We started off the day with a three course breakfast. We are learning that every food option is made as complex as possible. The cookies left in our room were not just chocolate chip but orange oatmeal chocolate chip and earlier we were offered vanilla cherry almond scones. Which is just fine with us; it is quite delicious but just seems like more effort than needed. We drove to the Olympic National Park to view hurricane ridge. We once again found an extremely helpful ranger that knew every bend in the trail and had many options to suggest. After having climbed Mt. Si, I was itching to do some climbing and eagerly noted a Mt. Angeles on the map. I asked the ranger why he did not suggest that we take that route. In my head I was thinking he probably does not realize that we are not the typical stop in the park for a stroll kind of tourists. My ego had become a tad too big over recent successes. But the ranger was there to politely explain to me that unless I brought my ice ax and crampons he would not suggest it. Steven made a note to bring those on our next trip out here. I decided to take my burst ego and hike the well traveled and slightly paved trail up to an over look ridge. On the
trail head was a warning sign warning us that an aggressive mountain goat was in the area and should he approach we should throw rocks at him. It was also noted that should we need to urinate we should do so on a rock off of the path seeing as the goat is salt deprived and would eat the ground. I nominated Steven to throw the rocks if the goat approached. I mentioned that it would be a good chance for him to defend my honor against an aggressive male.
The trip up the mountain was full of fantastic views of Mount Olympus and the Olympic Mountains, along with beautiful high mountain meadows full of
flowers and the occasional residual snow bank. We ended up taking picture after picture, often of the same things, just because of the breathtaking vista.
After about an hour of low key climbing, we eventually reached the top, where we took yet more pictures of the ocean on one side and Mount Olympus on the other.
With our pictures and sight seeing complete, we headed back down the trail and then back down the mountain. Fortunately we didn’t run into any goats on the way back down, although we did run into several too-friendly deer who were sitting on the path. We eventually reached the exit for the park, and went looking for food.
I decided that for dinner we should stop in a hole in wall where the locals eat kind of a place for authentic Sequim seafood. I found a place that looked charming but run down enough that it might be perfect, The DePuis Restaurant. Walking in the restaurant was like entering the Twilight Zone. The place was completely empty but decorated with old lamps and red and blue Christmas lights everywhere. We stood inside the doorway stunned until a quiet voice drifted from the back: “Dinner for two? Follow me.” Like a typical Twilight Zone character, without thinking we followed her into the next room. The room had several elderly couples engaged in quiet conversation already seated. Each table contained an antique lamp lit with a red bulb, Christmas lights and knick kacks adorned every spare crevice. There were no ceiling lights, so everything was dim, and I could swear I saw fake stuffed birds stuck in the fake trees. It made for a very… interesting atmosphere. We ended up ordering the Dungeness crab special because of our desire to do as the locals do. It actually was being pretty good – the crab was cold, which we’d been warned about, and served whole except for the guts (for some reason called “butter”). On the way out, I insisted on getting a shot of Steven in front of the restaurant sign so we would have a permanent record of the eclectic place, and then we called it a night.
Signing off, Crab stuffed Libby and Hurricane hiking Steven
Travel question of the day:
If you had a yacht what would name it?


Where a line below holds the string "ffffff", copy that line.

(Items from a data source)
··········
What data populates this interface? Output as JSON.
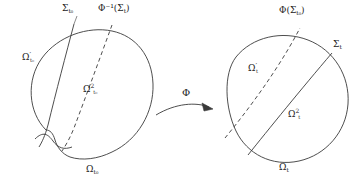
{
  "figure": {
    "type": "mathematical-domain-mapping-diagram",
    "stroke_color": "#3a3a3a",
    "text_color": "#1c1c1c",
    "background_color": "#ffffff"
  },
  "map": {
    "name": "Φ",
    "direction": "left-to-right",
    "arrow_style": "curved-solid-with-filled-head"
  },
  "left_domain": {
    "name": "reference-domain",
    "outer_label": "Ω",
    "outer_label_sub": "t₀",
    "subregion_prime_label": "Ω",
    "subregion_prime_mark": "′",
    "subregion_prime_sub": "t₀",
    "subregion_two_label": "Ω",
    "subregion_two_sup": "2",
    "subregion_two_sub": "t₀",
    "interface_solid_label": "Σ",
    "interface_solid_sub": "t₀",
    "interface_dashed_label": "Φ⁻¹(Σ",
    "interface_dashed_sub": "t",
    "interface_dashed_tail": ")"
  },
  "right_domain": {
    "name": "current-domain",
    "outer_label": "Ω",
    "outer_label_sub": "t",
    "subregion_prime_label": "Ω",
    "subregion_prime_mark": "′",
    "subregion_prime_sub": "t",
    "subregion_two_label": "Ω",
    "subregion_two_sup": "2",
    "subregion_two_sub": "t",
    "interface_solid_label": "Σ",
    "interface_solid_sub": "t",
    "interface_dashed_label": "Φ(Σ",
    "interface_dashed_sub": "t₀",
    "interface_dashed_tail": ")"
  }
}
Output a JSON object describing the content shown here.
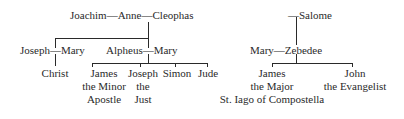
{
  "left_tree": {
    "grandparents": "Joachim—Anne—Cleophas",
    "couple_1": "Joseph—Mary",
    "couple_2": "Alpheus—Mary",
    "child_1": "Christ",
    "children_2": [
      {
        "lines": [
          "James",
          "the Minor",
          "Apostle"
        ]
      },
      {
        "lines": [
          "Joseph",
          "the",
          "Just"
        ]
      },
      {
        "lines": [
          "Simon"
        ]
      },
      {
        "lines": [
          "Jude"
        ]
      }
    ]
  },
  "right_tree": {
    "grandparent": "—Salome",
    "couple": "Mary—Zebedee",
    "children": [
      {
        "lines": [
          "James",
          "the Major",
          "St. Iago of Compostella"
        ]
      },
      {
        "lines": [
          "John",
          "the Evangelist"
        ]
      }
    ]
  }
}
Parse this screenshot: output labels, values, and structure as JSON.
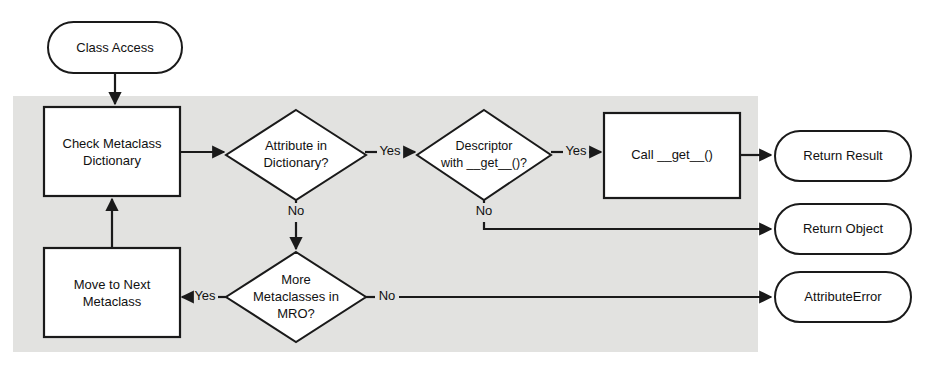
{
  "diagram": {
    "background_color": "#e2e2e0",
    "line_color": "#1a1a1a",
    "node_fill": "#ffffff",
    "nodes": [
      {
        "id": "class_access",
        "label": "Class Access",
        "shape": "terminator"
      },
      {
        "id": "check_dict",
        "label_line1": "Check Metaclass",
        "label_line2": "Dictionary",
        "shape": "process"
      },
      {
        "id": "attr_in_dict",
        "label_line1": "Attribute in",
        "label_line2": "Dictionary?",
        "shape": "decision"
      },
      {
        "id": "descriptor",
        "label_line1": "Descriptor",
        "label_line2": "with __get__()?",
        "shape": "decision"
      },
      {
        "id": "call_get",
        "label": "Call __get__()",
        "shape": "process"
      },
      {
        "id": "return_result",
        "label": "Return Result",
        "shape": "terminator"
      },
      {
        "id": "return_object",
        "label": "Return Object",
        "shape": "terminator"
      },
      {
        "id": "attribute_error",
        "label": "AttributeError",
        "shape": "terminator"
      },
      {
        "id": "more_metaclasses",
        "label_line1": "More",
        "label_line2": "Metaclasses in",
        "label_line3": "MRO?",
        "shape": "decision"
      },
      {
        "id": "move_next",
        "label_line1": "Move to Next",
        "label_line2": "Metaclass",
        "shape": "process"
      }
    ],
    "edges": [
      {
        "id": "e1",
        "from": "class_access",
        "to": "check_dict",
        "label": ""
      },
      {
        "id": "e2",
        "from": "check_dict",
        "to": "attr_in_dict",
        "label": ""
      },
      {
        "id": "e3",
        "from": "attr_in_dict",
        "to": "descriptor",
        "label": "Yes"
      },
      {
        "id": "e4",
        "from": "attr_in_dict",
        "to": "more_metaclasses",
        "label": "No"
      },
      {
        "id": "e5",
        "from": "descriptor",
        "to": "call_get",
        "label": "Yes"
      },
      {
        "id": "e6",
        "from": "descriptor",
        "to": "return_object",
        "label": "No"
      },
      {
        "id": "e7",
        "from": "call_get",
        "to": "return_result",
        "label": ""
      },
      {
        "id": "e8",
        "from": "more_metaclasses",
        "to": "move_next",
        "label": "Yes"
      },
      {
        "id": "e9",
        "from": "more_metaclasses",
        "to": "attribute_error",
        "label": "No"
      },
      {
        "id": "e10",
        "from": "move_next",
        "to": "check_dict",
        "label": ""
      }
    ]
  }
}
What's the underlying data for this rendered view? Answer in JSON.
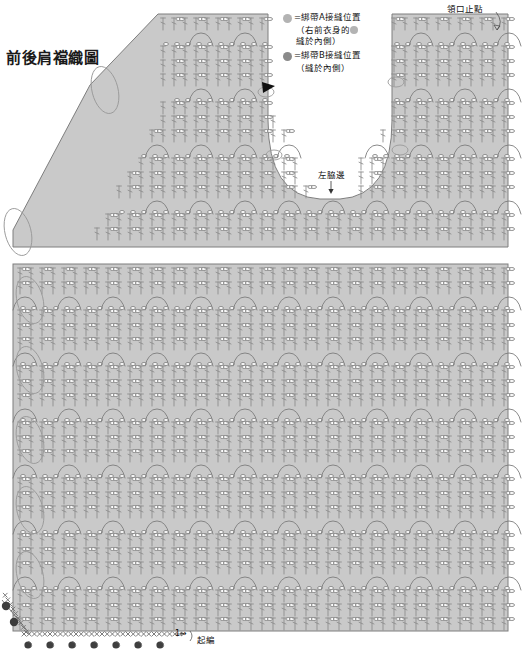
{
  "title": "前後肩襠織圖",
  "legend": {
    "items": [
      {
        "dot_color": "#b3b3b3",
        "text": "=綁帶A接縫位置",
        "sub1": "（右前衣身的",
        "sub1_dot_color": "#b3b3b3",
        "sub2": "縫於內側）"
      },
      {
        "dot_color": "#8a8a8a",
        "text": "=綁帶B接縫位置",
        "sub1": "（縫於內側）",
        "sub1_dot_color": "",
        "sub2": ""
      }
    ]
  },
  "labels": {
    "neck_stop": "領口止點",
    "left_side_seam": "左脇邊",
    "start_knitting": "起編",
    "row_one": "1→"
  },
  "colors": {
    "fabric": "#c9c9c9",
    "stitch": "#8a8a8a",
    "text": "#111111",
    "background": "#ffffff"
  },
  "chart_data": {
    "type": "diagram",
    "sections": [
      {
        "name": "yoke-upper",
        "shape": "trapezoid-with-u-neckline",
        "pattern_rows": 13,
        "motif_repeats_across": 11
      },
      {
        "name": "body-lower",
        "shape": "rectangle",
        "pattern_rows": 22,
        "motif_repeats_across": 11
      }
    ],
    "symbols": [
      {
        "name": "double-crochet",
        "glyph": "T-bar vertical"
      },
      {
        "name": "chain-stitch",
        "glyph": "oval"
      },
      {
        "name": "single-crochet",
        "glyph": "X"
      },
      {
        "name": "picot-loop",
        "glyph": "small loop"
      }
    ]
  }
}
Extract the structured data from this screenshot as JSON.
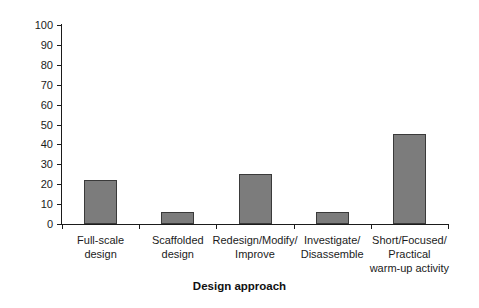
{
  "chart_data": {
    "type": "bar",
    "title": "",
    "xlabel": "Design approach",
    "ylabel": "",
    "categories": [
      "Full-scale\ndesign",
      "Scaffolded\ndesign",
      "Redesign/Modify/\nImprove",
      "Investigate/\nDisassemble",
      "Short/Focused/\nPractical\nwarm-up activity"
    ],
    "category_lines": [
      [
        "Full-scale",
        "design"
      ],
      [
        "Scaffolded",
        "design"
      ],
      [
        "Redesign/Modify/",
        "Improve"
      ],
      [
        "Investigate/",
        "Disassemble"
      ],
      [
        "Short/Focused/",
        "Practical",
        "warm-up activity"
      ]
    ],
    "values": [
      22,
      6,
      25,
      6,
      45
    ],
    "ylim": [
      0,
      100
    ],
    "ytick_step": 10,
    "yticks": [
      0,
      10,
      20,
      30,
      40,
      50,
      60,
      70,
      80,
      90,
      100
    ],
    "ytick_labels": [
      "0",
      "10",
      "20",
      "30",
      "40",
      "50",
      "60",
      "70",
      "80",
      "90",
      "100"
    ],
    "grid": false,
    "legend": null,
    "bar_color": "#7c7c7c",
    "bar_border_color": "#3a3a3a",
    "axis_color": "#1b1b1b",
    "background_color": "#ffffff"
  }
}
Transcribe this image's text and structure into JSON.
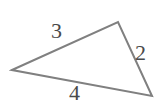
{
  "figure": {
    "type": "triangle-diagram",
    "background_color": "#ffffff",
    "stroke_color": "#808080",
    "stroke_width": 2,
    "label_color": "#4a4a4a",
    "canvas": {
      "width": 165,
      "height": 103
    },
    "vertices": [
      {
        "name": "left-vertex",
        "x": 12,
        "y": 70
      },
      {
        "name": "top-vertex",
        "x": 118,
        "y": 22
      },
      {
        "name": "bottom-right-vertex",
        "x": 152,
        "y": 96
      }
    ],
    "polygon_points": "12,70 118,22 152,96",
    "sides": [
      {
        "name": "upper-left-side",
        "label": "3",
        "from": "left-vertex",
        "to": "top-vertex"
      },
      {
        "name": "right-side",
        "label": "2",
        "from": "top-vertex",
        "to": "bottom-right-vertex"
      },
      {
        "name": "bottom-side",
        "label": "4",
        "from": "left-vertex",
        "to": "bottom-right-vertex"
      }
    ],
    "labels": {
      "upper_left": "3",
      "right": "2",
      "bottom": "4"
    }
  }
}
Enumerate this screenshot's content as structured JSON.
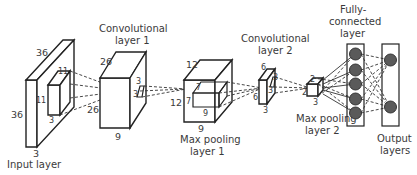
{
  "diagram": {
    "type": "CNN architecture",
    "layers": [
      {
        "id": "input",
        "label": "Input layer",
        "dims": {
          "height": "36",
          "width": "36",
          "depth": "3"
        },
        "kernel": {
          "height": "11",
          "width": "11",
          "depth": "3"
        }
      },
      {
        "id": "conv1",
        "label_line1": "Convolutional",
        "label_line2": "layer 1",
        "dims": {
          "height": "26",
          "width": "26",
          "depth": "9"
        },
        "kernel": {
          "height": "3",
          "width": "3"
        }
      },
      {
        "id": "pool1",
        "label_line1": "Max pooling",
        "label_line2": "layer 1",
        "dims": {
          "height": "12",
          "width": "12",
          "depth": "9"
        },
        "kernel": {
          "height": "7",
          "width": "7",
          "depth": "9"
        }
      },
      {
        "id": "conv2",
        "label_line1": "Convolutional",
        "label_line2": "layer 2",
        "dims": {
          "height": "6",
          "width": "6",
          "depth": "3"
        },
        "kernel": {
          "height": "3",
          "width": "3"
        }
      },
      {
        "id": "pool2",
        "label_line1": "Max pooling",
        "label_line2": "layer 2",
        "dims": {
          "height": "2",
          "width": "2",
          "depth": "3"
        }
      },
      {
        "id": "fc",
        "label_line1": "Fully-",
        "label_line2": "connected",
        "label_line3": "layer",
        "nodes": 5
      },
      {
        "id": "output",
        "label_line1": "Output",
        "label_line2": "layers",
        "nodes": 2
      }
    ],
    "colors": {
      "stroke": "#222222",
      "node_fill": "#5a5a5a",
      "background": "#ffffff"
    }
  }
}
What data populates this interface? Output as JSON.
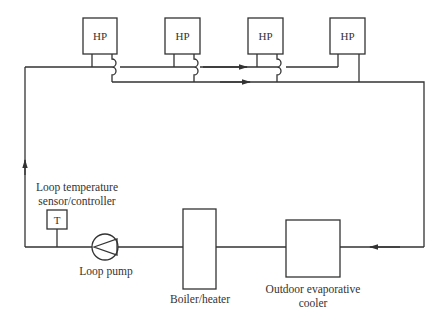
{
  "diagram": {
    "type": "water-loop heat pump system schematic",
    "heat_pumps": [
      {
        "label": "HP"
      },
      {
        "label": "HP"
      },
      {
        "label": "HP"
      },
      {
        "label": "HP"
      }
    ],
    "sensor": {
      "symbol": "T",
      "label_line1": "Loop temperature",
      "label_line2": "sensor/controller"
    },
    "pump": {
      "label": "Loop pump"
    },
    "boiler": {
      "label": "Boiler/heater"
    },
    "cooler": {
      "label_line1": "Outdoor evaporative",
      "label_line2": "cooler"
    },
    "colors": {
      "line": "#333333",
      "background": "#ffffff"
    }
  }
}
··········
■ **Solution to this problem**:
    "background_color": "#ffffff"
    "node_fill": "#ffffff",
    "background": "#ffffff"
    "background_color": "#ffffff"
    "background_color": "#ffffff",
      "background": "#ffffff"
      "background": "#ffffff"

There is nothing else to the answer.